Look at some of the .NET code being written out there. Look at the UrlBuddy at the Code4Fun site. It uses some PInvoke calls to watch the clip board. That means that not only do you have to have some understanding of C/C++ so you can figure out how to pass the variables in, but you also have to know how to get around in the Win32 API. Same with RSS Bandit. It's not that they want to do things the hard way; It's that the only way they can achieve the functionality they want is by reaching in to the API and finding a way. You can write around these limitations in the framework, but you lose some functionality.
Scott on May 3, 2005 2:21 AMScott Koon needs a history lesson. Lets look at the purpose of C++ and C#.

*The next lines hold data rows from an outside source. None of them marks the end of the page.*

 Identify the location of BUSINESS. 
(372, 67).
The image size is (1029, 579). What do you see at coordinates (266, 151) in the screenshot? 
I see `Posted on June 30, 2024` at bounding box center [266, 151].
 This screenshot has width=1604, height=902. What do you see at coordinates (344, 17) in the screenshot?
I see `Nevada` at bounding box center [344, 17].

C++ was invented with what I call a theory-mindset. By this I mean it gives developers all the power under the sun- power and beauty of controlling a machine. You can say in a way that you ought not to use C++ unless you are and expert for you can destroy your own foot and eveyone else's who uses your code.
C# and .NET were invented with what I call money-mindset. The driving force is to get thing up fast and great; and forget about everything that do not help in meeting these goals. Things like pointers and memory management are of less concern compared to the business-need of getting things done.
Given the mindset, I do not think it a must to learn C++ intricacies if you really want to understand C#. The purposes of the languages are different so they are designed different despite how similar they appear. C++ can really help you understand the sweetness of Garbage collection. However, C# users uses are paid to get thing done and that is what C# is all about.
Phil on June 12, 2009 4:07 AM> memory management is an optimization, not a requirement.
Sadly, no. I've just been spending a few days on a C# application that has a few cyclic references and forgotten unsubscribes to events that lead to the application grinding to a really slow state that did not quite halt over the course of a few hours. The cause? Somebody didn't get it and just assumed the garbage collector "would get it". Well... it didn't. Not to mention what happens when you leak too many native resources, where at some point you have leaked the full set before a GC and your app comes crashing down - in a completely unrelated operation.
.NET is no alternative to resource management - you'd need to learn it better now that your language somewhat allows sloppy work.
I've been saying for a while that C# is basically C++ minus the template metaprogramming, but with a few much more complex things thrown in (think yield return, IL Emit, reflection, stuff like that). C# is not for people who consider C++ too complex - it's for people who'd like just a bit more mess that is less debuggable.
Peter Bindels on July 16, 2009 3:32 AMThe comments to this entry are closed.